You need to stop your jealousy of Israel. Israel is right and you and your Arab friends
are the scum of the earth and will be destroyed.

8  |   Mickey Disend, Tuesday Feb 19, 2008

Reader Mike Leuders seems to have bought the Israel As Global Scapegoat routine in toto. I suppose he thinks it courageous to say the same on a JP blog. How ignorant and how sad! Anybody who can blame the absence of "peace" in the Middle East entirely upon Israel and ignore the Global Jihad as reality has drifted deep and darkly into the realm of toxic delusion.

9  |   Roman Memphis TN, Tuesday Feb 19, 2008

People have a constitutional right to be morons and idiots. Mike Lueders utilizes the right in full scale. And lack of education is very helpful for him.

10  |   DDH Vancouver, Canada, Wednesday Feb 27, 2008

Just another cowardly murderer and I hope the Israelis kill every one of them.

Add your comment remaining characters
Name and Location *

NOTE: Comments are moderated and will not appear on this blog, until they have been reviewed and deemed appropriate for posting.

For more information, please see our
Readers' Submission Policy.

E-mail * (will NOT be published)
Your Blog/Website
--------------------------------
* All fields are required

About this blog

Inside the Middle East Shalem Center's Adelson Institute for Strategic Studies' scholar of Islam and the Arab world Martin Kramer on this turbulent region.

Search this blog

Archives
Combined feed for all JPost.com blogs

Most Popular

  1. Israel no longer nation for Jewish people
    Posted in Orthodox Opinions by Rabbi Seth Farber
    Sunday Jun 28, 2009
  2. The UN kangaroo "investigation" of Israeli "war crimes"
    Posted in Double Standard Watch by Alan Dershowitz
    Thursday Jul 02, 2009
  3. Netanyahu government exposed
    Posted in Building Bridges by Yariv Oppenheimer
    Monday Jun 29, 2009
  4. Michael Jackson and the Jews
    Posted in Guest Blog by Rabbi Eric Yoffie
    Tuesday Jun 30, 2009
  5. Renewable energy and the war on terror
    Posted in Heart-Earned Wisdom by Seth Mandell
    Thursday Jul 02, 2009

Top Rated Posts

Recent Comments

Jon USA: I've never posted like this before, but there was one thing that i read that brought me to say this.
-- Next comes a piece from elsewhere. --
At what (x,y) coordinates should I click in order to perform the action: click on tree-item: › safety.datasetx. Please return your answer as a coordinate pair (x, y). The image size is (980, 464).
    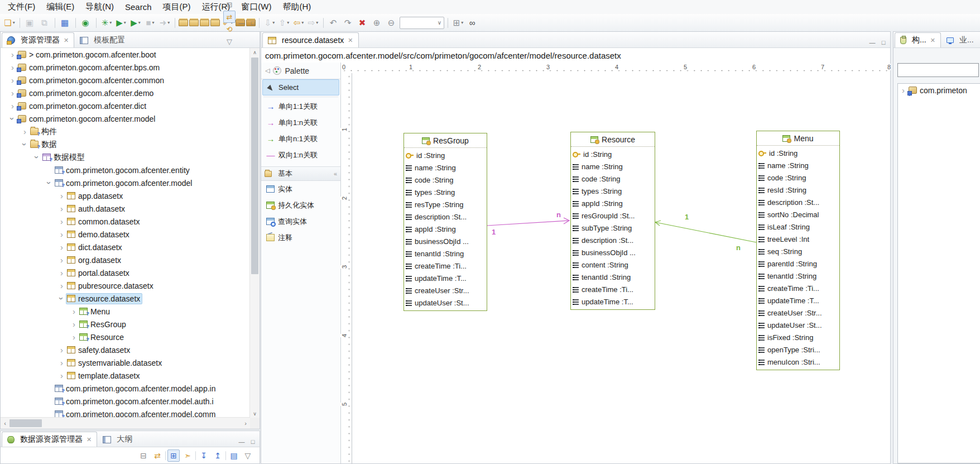
    Looking at the image, I should click on (125, 350).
In the articale it states that if OBAMA doesn't adapt then he will leave the Mid-East worse than when he found it. Well, no matter WHAT! he does NOW! He will still leave MY U.S. worse than prior to his election. No! He won't help Israel. He is however destroying my home & country. Here he is elected, he can't be stopped. you have a chance. Disregard him! He represents not us, But he RULES us, We can't stop him...You can.
Farmer: Joseph Thank you for telling Obamite off. You are right We pray for Israel. Please dont give up that piece of land. God gave you that land.
Andrew, New York: Even as a die hard liberal on domestic policy and someone who opposed Bush's Iraq policy, I still think Obama is no better than Bush. He, like Bush, doesn't understand the true nature of radical jihad. In fact, Obama is simply appeasing these nations, allowing Israel to be demonized, but not calling on Palestinians to come too. He is making the US look like it will just please Islam and the problems will just go away. Sadly, he is mistaken. His "engagement" policy is just appeasement. There is a way to engage, and it is to be strong, not weak.